HC Deb 16 October 2001 vol 372 cc1041-3
8. Mr. David Crausby (Bolton, North-East)

What plans he has to improve heart services.[3771]

The Secretary of State for Health (Mr. Alan Milburn)

Improving heart services is a priority for the national health service. Our 10-year blueprint for reform includes speeding up waiting times for heart operations and expanding primary care services to try to prevent coronary heart disease in the first place.

Mr. Crausby

I thank my right hon. Friend for that reply. The national service framework for coronary heart disease mentions smoking and tobacco advertising. Can we be reassured that, by banning tobacco advertising, the Government are determined to help people to stop smoking?

Mr. Milburn

Yes, that is our manifesto commitment. As my hon. Friend is aware, the manifesto is for a Parliament and not only for a year. We remain committed to that measure and will try to find the appropriate time for it, although he will be aware of the special pressures on the legislative programme now. None the less, we will try to do so as soon as we are able. We also remain absolutely committed to tackling the health impact of tobacco consumption. That is why we have moved our position from one of simply exhorting people to give up smoking to providing help so that they can do so.

Probably one of the most important things that we have done, and it is one of the most important public health measures to be introduced in recent decades, is to make nicotine replacement therapy and Zyban available on prescription. The results have been very welcome indeed. We estimate that about 65,000 smokers have been helped to give up thanks to the additional assistance that we have been able to make available to them. That will have a long as well as a short term impact on both coronary heart disease and cancer.

Dr. Evan Harris (Oxford, West and Abingdon)

The right hon. Gentleman will be aware that those working in primary care, who are struggling to implement the NSF, want smoking cessation clinics and they want to increase the prescription of cholesterol-lowering drugs, but no earmarked funds are available. Many general practitioners have told me that they have to cut another service to provide for those. Does he also recognise the problem that exists in respect of elective heart surgery? On the one hand he says that the top priority is to ensure that no patient waits more than 18 months—it is soon to be 15—but on the other he says that clinical priorities should determine the order in which patients are treated. Patients who used to be operated on within four weeks for unstable angina or for a bypass often have to wait months because the 18-month waiters jump the queue as a managerial rather than a clinical priority.

Mr. Milburn

That was a long shopping list, but not as long as normal from the hon. Gentleman. On those two issues, I can offer him a double reassurance. On prescribing statins, for lowering cholesterol levels to prevent against further heart attacks, and aspirin and beta blockers, there is real progress. I can report to him that in the last year alone the number of prescriptions for statins has increased by well over one third—by 37 per cent. That is real progress. We all know that although it is often the glamorous side of cardiac care that attracts most attention, actually the biggest impact that we can make is probably in primary care, so that is a welcome move in the right direction.

As for the other issues about which the hon. Gentleman is concerned, let me be candid with him: people wait far too long for a heart operation in this country. That is undoubtedly true and he knows the reasons. There has been a history of neglect and underinvestment, particularly in our cardiac services. It is that that we are trying to put right. There is extra, earmarked money going in. I put an extra £50 million in to ensure more heart operations, and I am pleased to be able to tell him that the NHS has made very, very good progress indeed. We were originally due to complete a further 3,000 heart operations by March next year; in fact, that target has been achieved ahead of schedule. That is bringing life-saving surgery to many thousands of people, and I hope that before too long we can make even faster progress to ensure precisely that the cases with the highest clinical need are dealt with most quickly.

Helen Jackson (Sheffield, Hillsborough)

I thank my right hon. Friend for making the right decision as regards the continuation of the transplant unit at the Northern general hospital in Sheffield. Will he accept that this has been a hugely popular decision? We recognise that advice had been given to the Secretary of State to the contrary, and we are always happy to offer congratulations when Ministers use their own judgment—and that of the public in Yorkshire and round about—and make the right decision.

Mr. Milburn

The Under-Secretary of State, my hon. Friend the Member for Salford (Ms Blears), has just whispered to me that I must be losing my touch because I have made a popular decision. I am glad to accept the congratulations of my hon. Friend the Member for Sheffield, Hillsborough (Helen Jackson). It was the right decision to take. We want to expand heart services to the public and we want to undertake more transplants rather than fewer; and of course there is a big effort being made across the country to increase the number of organ donations. In those circumstances, it seemed pretty odd to me to be reducing cardiothoracic transplant services, not only in Sheffield but in Birmingham and Manchester too. I am pleased to be able to say that the right decision has been taken, that those services can now look forward to a good future and that, hopefully, we can help to bring some good to many people.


> _Problem details_:
Copy out every line of the data where the word "badge" is found.

[Figure collection entries]
────────────────────

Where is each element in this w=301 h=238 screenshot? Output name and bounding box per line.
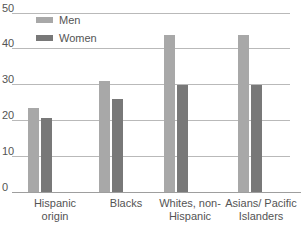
bar-men-whites-non-hispanic — [164, 35, 175, 193]
bar-chart: 50 40 30 20 10 0 Men Women Hispanic orig… — [0, 0, 301, 238]
bar-men-asians-pacific-islanders — [238, 35, 249, 193]
x-label-hispanic-origin: Hispanic origin — [15, 197, 95, 222]
bar-men-blacks — [99, 81, 110, 192]
x-label-asians-pacific-islanders: Asians/ Pacific Islanders — [219, 197, 301, 222]
bar-women-hispanic-origin — [41, 118, 52, 192]
bar-men-hispanic-origin — [28, 108, 39, 192]
bar-women-asians-pacific-islanders — [251, 85, 262, 192]
bar-women-blacks — [112, 99, 123, 192]
bar-women-whites-non-hispanic — [177, 85, 188, 192]
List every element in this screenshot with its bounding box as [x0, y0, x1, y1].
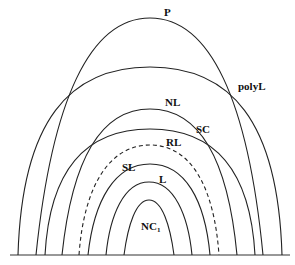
label-NC1: NC1: [141, 220, 161, 234]
label-polyL: polyL: [238, 80, 266, 92]
label-P: P: [164, 6, 171, 18]
label-NC1-subscript: 1: [157, 226, 161, 234]
label-L: L: [159, 173, 166, 185]
curve-SC: [45, 129, 255, 255]
label-SC: SC: [196, 123, 210, 135]
label-NL: NL: [165, 96, 180, 108]
curve-SL: [88, 164, 210, 255]
complexity-class-diagram: P polyL NL SC RL SL L NC1: [0, 0, 295, 265]
label-SL: SL: [122, 161, 135, 173]
label-RL: RL: [166, 136, 181, 148]
curve-L: [106, 182, 192, 255]
label-NC1-main: NC: [141, 220, 157, 232]
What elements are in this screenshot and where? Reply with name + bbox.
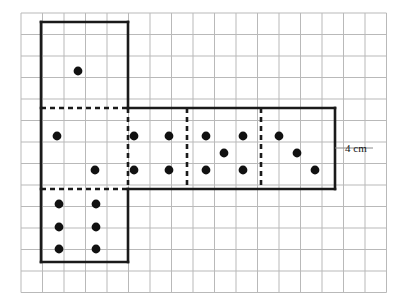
domino-pip: [220, 149, 229, 158]
domino-pip: [53, 132, 62, 141]
domino-pip: [91, 166, 100, 175]
domino-pip: [130, 132, 139, 141]
domino-pip: [130, 166, 139, 175]
net-diagram-svg: 4 cm: [0, 0, 406, 296]
domino-pip: [202, 132, 211, 141]
domino-pip: [293, 149, 302, 158]
domino-pip: [92, 245, 101, 254]
domino-pip: [275, 132, 284, 141]
domino-pip: [55, 200, 64, 209]
domino-pip: [311, 166, 320, 175]
diagram-canvas: 4 cm: [0, 0, 406, 296]
domino-pip: [165, 166, 174, 175]
domino-pip: [55, 223, 64, 232]
domino-pip: [239, 166, 248, 175]
domino-pip: [55, 245, 64, 254]
domino-pip: [239, 132, 248, 141]
domino-pip: [92, 223, 101, 232]
domino-pip: [74, 67, 83, 76]
domino-pip: [92, 200, 101, 209]
domino-pip: [165, 132, 174, 141]
dimension-label: 4 cm: [345, 142, 367, 154]
domino-pip: [202, 166, 211, 175]
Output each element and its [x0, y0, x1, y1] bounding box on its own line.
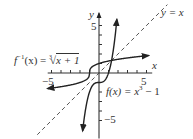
finv-radicand: x + 1 — [56, 53, 79, 66]
yx-text: y = x — [161, 6, 184, 18]
inverse-function-label: f−1(x) = 3√x + 1 — [14, 54, 79, 66]
curves — [37, 5, 167, 135]
x-axis-label: x — [152, 60, 157, 71]
identity-line — [37, 5, 167, 135]
finv-sup: −1 — [17, 53, 24, 61]
identity-line-label: y = x — [161, 7, 184, 18]
finv-mid: (x) = — [25, 54, 50, 66]
tick-label-xneg5: −5 — [42, 76, 54, 87]
y-axis-label: y — [89, 9, 94, 20]
tick-label-y5: 5 — [91, 21, 97, 32]
tick-label-yneg5: −5 — [104, 114, 116, 125]
f-left: f(x) = x — [106, 85, 139, 97]
axes — [48, 13, 153, 138]
f-right: − 1 — [143, 85, 160, 97]
function-label: f(x) = x3 − 1 — [106, 85, 160, 97]
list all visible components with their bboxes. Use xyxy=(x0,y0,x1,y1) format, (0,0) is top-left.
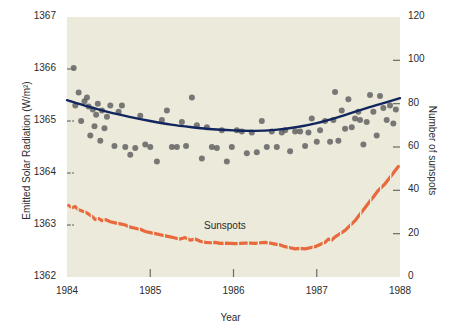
series-label-sunspots: Sunspots xyxy=(204,220,246,231)
x-tick-1984: 1984 xyxy=(45,285,89,296)
x-axis-title: Year xyxy=(0,312,461,323)
y-right-tick-120: 120 xyxy=(408,10,442,21)
y-right-tick-40: 40 xyxy=(408,183,442,194)
y-left-tick-1363: 1363 xyxy=(22,218,56,229)
x-tick-1985: 1985 xyxy=(128,285,172,296)
x-tick-1987: 1987 xyxy=(295,285,339,296)
chart-figure: Emitted Solar Radiation (W/m²) Number of… xyxy=(0,0,461,335)
y-left-tick-1366: 1366 xyxy=(22,62,56,73)
x-tick-1988: 1988 xyxy=(378,285,422,296)
y-right-tick-20: 20 xyxy=(408,227,442,238)
y-right-tick-60: 60 xyxy=(408,140,442,151)
y-axis-left-title: Emitted Solar Radiation (W/m²) xyxy=(21,71,32,231)
x-tick-1986: 1986 xyxy=(212,285,256,296)
y-right-tick-0: 0 xyxy=(408,270,442,281)
y-left-tick-1365: 1365 xyxy=(22,114,56,125)
y-left-tick-1364: 1364 xyxy=(22,166,56,177)
y-right-tick-100: 100 xyxy=(408,53,442,64)
y-left-tick-1362: 1362 xyxy=(22,270,56,281)
y-left-tick-1367: 1367 xyxy=(22,10,56,21)
y-right-tick-80: 80 xyxy=(408,97,442,108)
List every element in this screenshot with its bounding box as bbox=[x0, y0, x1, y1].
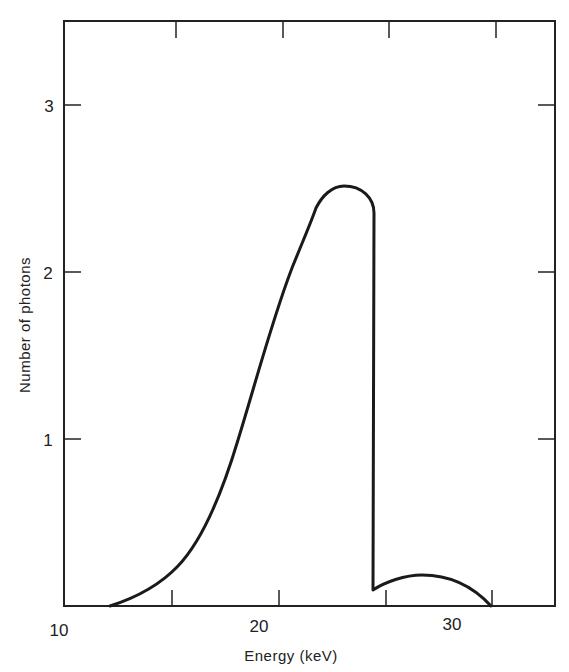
y-tick-label-3: 3 bbox=[44, 97, 53, 116]
x-axis-title: Energy (keV) bbox=[244, 647, 338, 664]
photon-spectrum-chart: 10 20 30 3 2 1 Energy (keV) Number of ph… bbox=[0, 0, 569, 672]
x-tick-label-10: 10 bbox=[50, 621, 69, 640]
x-axis-ticks-bottom bbox=[172, 590, 492, 606]
x-axis-ticks-top bbox=[176, 21, 496, 38]
spectrum-curve bbox=[110, 186, 491, 606]
y-axis-ticks-left bbox=[64, 105, 81, 439]
y-axis-ticks-right bbox=[538, 105, 555, 439]
y-axis-title: Number of photons bbox=[16, 257, 33, 393]
x-tick-label-30: 30 bbox=[443, 615, 462, 634]
x-tick-label-20: 20 bbox=[250, 617, 269, 636]
y-tick-label-1: 1 bbox=[43, 431, 52, 450]
plot-frame bbox=[64, 21, 555, 606]
y-tick-label-2: 2 bbox=[43, 264, 52, 283]
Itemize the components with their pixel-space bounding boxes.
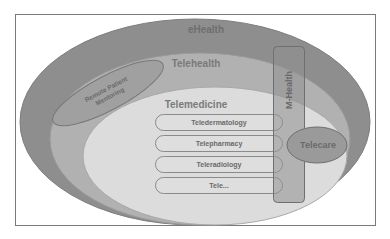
- ehealth-diagram: eHealth Telehealth Telemedicine Remote P…: [0, 0, 390, 239]
- specialty-label: Teleradiology: [197, 161, 242, 169]
- mhealth-rect: [274, 47, 305, 203]
- telecare-label: Telecare: [300, 140, 336, 150]
- ehealth-label: eHealth: [188, 24, 224, 35]
- specialty-label: Tele...: [209, 182, 228, 189]
- specialty-label: Teledermatology: [191, 119, 247, 127]
- specialty-label: Telepharmacy: [196, 140, 243, 148]
- mhealth-label: M-Health: [284, 71, 294, 109]
- telehealth-label: Telehealth: [172, 58, 221, 69]
- telemedicine-label: Telemedicine: [165, 99, 228, 110]
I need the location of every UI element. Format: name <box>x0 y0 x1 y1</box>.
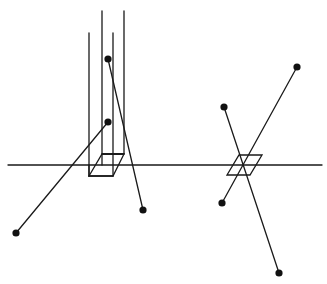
left-figure <box>12 11 146 237</box>
endpoint-dot <box>293 63 300 70</box>
endpoint-dot <box>275 269 282 276</box>
endpoint-dot <box>12 229 19 236</box>
endpoint-dot <box>139 206 146 213</box>
right-figure <box>218 63 300 276</box>
endpoint-dot <box>220 103 227 110</box>
diagram-canvas <box>0 0 327 284</box>
endpoint-dot <box>104 55 111 62</box>
endpoint-dot <box>218 199 225 206</box>
endpoint-dot <box>104 118 111 125</box>
segment-line <box>16 122 108 233</box>
segment-line <box>224 107 279 273</box>
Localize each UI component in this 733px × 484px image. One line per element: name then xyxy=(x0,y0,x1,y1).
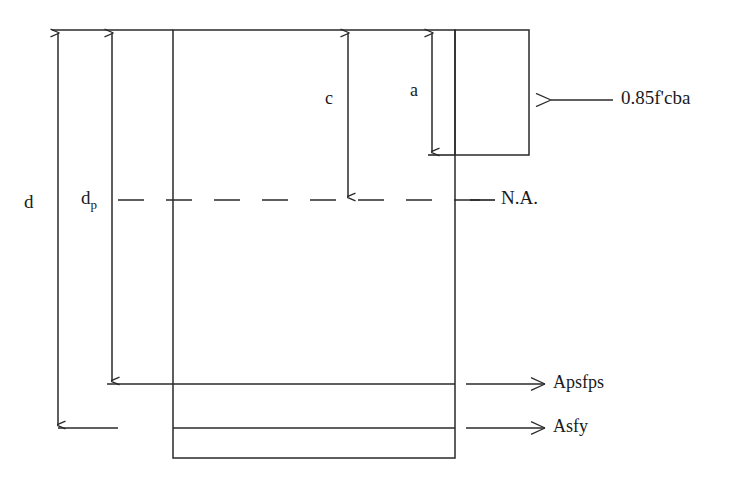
steel-force-label: Asfy xyxy=(553,417,588,435)
dimension-label-dp: dp xyxy=(81,188,97,211)
prestress-force-label: Apsfps xyxy=(553,373,604,391)
dimension-label-dp-subscript: p xyxy=(91,197,98,212)
neutral-axis-label: N.A. xyxy=(501,188,538,207)
dimension-label-c: c xyxy=(325,89,333,107)
dimension-label-dp-base: d xyxy=(81,187,91,208)
dimension-label-a: a xyxy=(410,81,418,99)
diagram-svg xyxy=(0,0,733,484)
dimension-line-d xyxy=(58,33,118,428)
dimension-line-a xyxy=(428,33,455,155)
stress-block-rect xyxy=(455,30,529,155)
diagram-canvas: d dp c a N.A. 0.85f'cba Apsfps Asfy xyxy=(0,0,733,484)
compression-force-label: 0.85f'cba xyxy=(621,88,690,107)
dimension-label-d: d xyxy=(24,192,34,211)
dimension-line-dp xyxy=(107,33,173,384)
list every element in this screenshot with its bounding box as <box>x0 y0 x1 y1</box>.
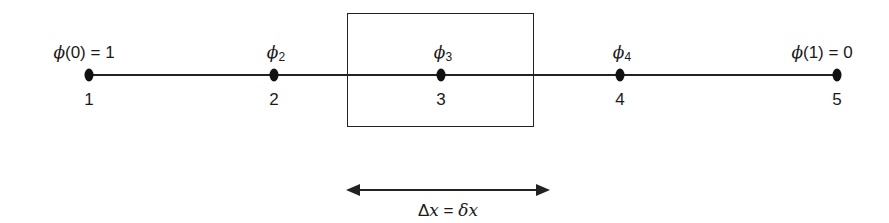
phi-subscript: 2 <box>278 50 285 64</box>
node-index-2: 2 <box>269 90 278 110</box>
boundary-value-text: (1) = 0 <box>803 43 853 62</box>
node-point-4 <box>616 69 625 82</box>
node-label-2: ϕ2 <box>267 42 285 64</box>
domain-line <box>89 74 837 76</box>
node-label-1: ϕ(0) = 1 <box>53 42 114 63</box>
double-arrow-icon <box>340 180 560 200</box>
spacing-label: Δx = δx <box>418 200 478 221</box>
phi-symbol: ϕ <box>613 42 625 62</box>
node-point-1 <box>85 69 94 82</box>
node-point-3 <box>437 69 446 82</box>
node-index-3: 3 <box>436 90 445 110</box>
delta-symbol: Δ <box>418 201 429 220</box>
phi-symbol: ϕ <box>53 42 65 62</box>
x-variable: x <box>429 200 439 220</box>
node-index-4: 4 <box>615 90 624 110</box>
equals-sign: = <box>439 201 458 220</box>
node-index-5: 5 <box>832 90 841 110</box>
boundary-value-text: (0) = 1 <box>65 43 115 62</box>
phi-subscript: 4 <box>624 50 631 64</box>
node-index-1: 1 <box>84 90 93 110</box>
phi-symbol: ϕ <box>267 42 279 62</box>
node-label-4: ϕ4 <box>613 42 631 64</box>
phi-symbol: ϕ <box>791 42 803 62</box>
node-label-3: ϕ3 <box>434 42 452 64</box>
phi-subscript: 3 <box>445 50 452 64</box>
small-delta-symbol: δ <box>458 200 468 220</box>
node-point-5 <box>833 69 842 82</box>
node-label-5: ϕ(1) = 0 <box>791 42 852 63</box>
node-point-2 <box>270 69 279 82</box>
x-variable: x <box>468 200 478 220</box>
phi-symbol: ϕ <box>434 42 446 62</box>
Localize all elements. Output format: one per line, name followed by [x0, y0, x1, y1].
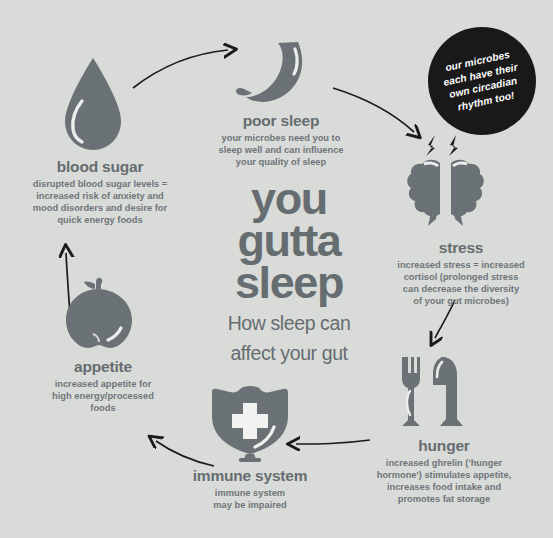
- arrow-immune-to-appetite: [156, 441, 214, 466]
- node-appetite: appetite increased appetite for high ene…: [22, 358, 184, 414]
- shield-cross-icon: [208, 386, 292, 462]
- node-stress-desc: increased stress = increased cortisol (p…: [369, 259, 553, 308]
- node-hunger-title: hunger: [345, 437, 543, 454]
- crescent-moon-icon: [234, 40, 308, 110]
- title-line-2: gutta: [196, 220, 382, 262]
- node-blood-sugar-desc: disrupted blood sugar levels = increased…: [4, 178, 196, 227]
- node-poor-sleep: poor sleep your microbes need you to sle…: [185, 112, 377, 168]
- apple-icon: [62, 276, 136, 352]
- page-title: you gutta sleep How sleep can affect you…: [196, 178, 382, 364]
- node-poor-sleep-title: poor sleep: [185, 112, 377, 129]
- node-immune-system: immune system immune system may be impai…: [154, 467, 346, 511]
- node-poor-sleep-desc: your microbes need you to sleep well and…: [185, 132, 377, 169]
- subtitle-line-1: How sleep can: [196, 313, 382, 334]
- infographic-canvas: our microbes each have their own circadi…: [0, 0, 553, 538]
- node-stress: stress increased stress = increased cort…: [369, 239, 553, 308]
- status-badge: our microbes each have their own circadi…: [428, 27, 536, 135]
- arrow-bloodsugar-to-poorsleep: [133, 50, 228, 88]
- node-appetite-title: appetite: [22, 358, 184, 375]
- blood-drop-icon: [62, 55, 124, 153]
- badge-text: our microbes each have their own circadi…: [439, 47, 524, 116]
- fork-and-knife-icon: [400, 355, 466, 433]
- node-blood-sugar-title: blood sugar: [4, 158, 196, 175]
- title-line-3: sleep: [196, 262, 382, 304]
- subtitle-line-2: affect your gut: [196, 343, 382, 364]
- node-hunger-desc: increased ghrelin ('hunger hormone') sti…: [345, 457, 543, 506]
- node-hunger: hunger increased ghrelin ('hunger hormon…: [345, 437, 543, 506]
- node-blood-sugar: blood sugar disrupted blood sugar levels…: [4, 158, 196, 227]
- node-immune-system-desc: immune system may be impaired: [154, 487, 346, 512]
- node-appetite-desc: increased appetite for high energy/proce…: [22, 378, 184, 415]
- title-line-1: you: [196, 178, 382, 220]
- split-brain-lightning-icon: [404, 131, 490, 231]
- node-stress-title: stress: [369, 239, 553, 256]
- node-immune-system-title: immune system: [154, 467, 346, 484]
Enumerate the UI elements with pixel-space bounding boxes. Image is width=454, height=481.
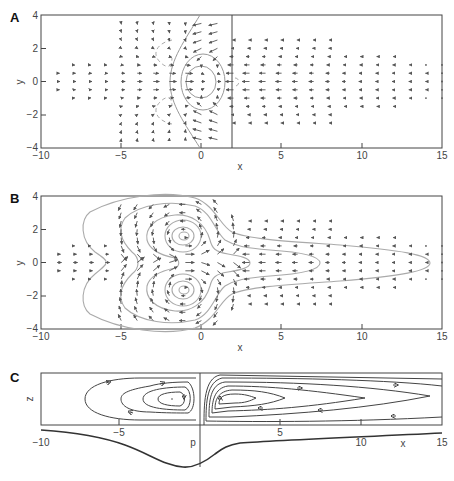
panel-a-x-tickmarks	[121, 143, 362, 148]
panel-a-streamline	[181, 54, 225, 110]
panel-a: A 420−2−4 y −10−5051015 x	[10, 10, 448, 172]
panel-a-vector-field	[57, 23, 443, 139]
svg-text:0: 0	[32, 76, 38, 87]
svg-text:4: 4	[32, 191, 38, 202]
svg-text:10: 10	[355, 437, 367, 448]
panel-c: C z −10−551015 x p	[10, 370, 448, 467]
svg-text:0: 0	[32, 257, 38, 268]
panel-c-xlabel: x	[401, 438, 406, 449]
svg-text:2: 2	[32, 43, 38, 54]
svg-text:5: 5	[277, 427, 283, 438]
panel-a-y-ticks: 420−2−4	[27, 10, 39, 153]
panel-a-letter: A	[10, 10, 20, 25]
panel-a-frame	[41, 15, 442, 148]
panel-b: B 420−2−4 y −10−5051015 x	[10, 191, 448, 353]
svg-text:0: 0	[198, 150, 204, 161]
panel-c-pressure-curve	[41, 430, 442, 467]
panel-b-xlabel: x	[238, 342, 243, 353]
panel-b-y-tickmarks	[41, 230, 46, 297]
panel-c-letter: C	[10, 370, 20, 385]
panel-a-y-tickmarks	[41, 49, 46, 116]
svg-text:−10: −10	[33, 437, 50, 448]
svg-text:15: 15	[436, 331, 448, 342]
panel-a-xlabel: x	[238, 161, 243, 172]
svg-text:−10: −10	[33, 331, 50, 342]
panel-a-dashed-lobe	[156, 40, 172, 66]
svg-text:10: 10	[356, 150, 368, 161]
panel-b-ylabel: y	[14, 261, 25, 266]
panel-c-right-cell	[204, 375, 442, 425]
panel-c-left-cell	[85, 378, 196, 420]
svg-text:−2: −2	[27, 290, 39, 301]
svg-text:−5: −5	[115, 150, 127, 161]
panel-a-dashed-lobe	[235, 78, 239, 86]
svg-text:2: 2	[32, 224, 38, 235]
figure: A 420−2−4 y −10−5051015 x B	[0, 0, 454, 481]
svg-text:5: 5	[278, 331, 284, 342]
svg-text:−5: −5	[115, 331, 127, 342]
panel-b-y-ticks: 420−2−4	[27, 191, 39, 334]
panel-a-ylabel: y	[14, 80, 25, 85]
svg-text:15: 15	[436, 150, 448, 161]
panel-b-x-ticks: −10−5051015	[33, 331, 448, 342]
panel-b-frame	[41, 196, 442, 329]
panel-b-streamlines	[83, 194, 430, 331]
svg-text:5: 5	[278, 150, 284, 161]
svg-text:−5: −5	[113, 427, 125, 438]
panel-a-streamline	[186, 66, 216, 98]
panel-b-letter: B	[10, 191, 19, 206]
panel-b-x-tickmarks	[121, 324, 362, 329]
svg-text:−10: −10	[33, 150, 50, 161]
panel-a-dashed-lobe	[156, 98, 172, 124]
svg-text:−2: −2	[27, 109, 39, 120]
panel-a-x-ticks: −10−5051015	[33, 150, 448, 161]
svg-text:4: 4	[32, 10, 38, 21]
svg-text:10: 10	[356, 331, 368, 342]
svg-text:0: 0	[198, 331, 204, 342]
panel-c-ylabel: z	[24, 397, 35, 402]
panel-c-curve-label: p	[190, 437, 196, 448]
svg-text:15: 15	[436, 437, 448, 448]
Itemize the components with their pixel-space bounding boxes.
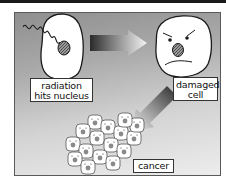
label-line: hits nucleus (33, 91, 90, 101)
cancer-cell (93, 150, 107, 164)
label-radiation-hits-nucleus: radiation hits nucleus (30, 78, 93, 102)
cancer-cell (106, 156, 120, 170)
cancer-cell (68, 152, 82, 166)
label-damaged-cell: damaged cell (173, 77, 218, 101)
cancer-cell (66, 137, 80, 151)
label-cancer: cancer (133, 159, 174, 173)
nucleus-icon (58, 41, 70, 55)
cancer-cell (90, 131, 104, 145)
cancer-cell (114, 126, 128, 140)
cancer-cell (118, 113, 132, 127)
arrow-right-icon (90, 30, 147, 56)
cancer-cell (81, 160, 95, 174)
label-line: cancer (136, 161, 171, 171)
cancer-cell (127, 131, 141, 145)
label-line: cell (176, 90, 215, 100)
eye-icon (168, 38, 172, 42)
damaged-cell (156, 16, 212, 77)
cancer-cell (76, 124, 90, 138)
cancer-cell (117, 144, 131, 158)
cancer-cell (104, 138, 118, 152)
nucleus-icon (173, 44, 184, 57)
eye-icon (185, 36, 189, 40)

────────────────────

> _Output for this task_:
- status-badge: our microbes each have their own circadi…: [428, 27, 536, 135]
- badge-text: our microbes each have their own circadi…: [439, 47, 524, 116]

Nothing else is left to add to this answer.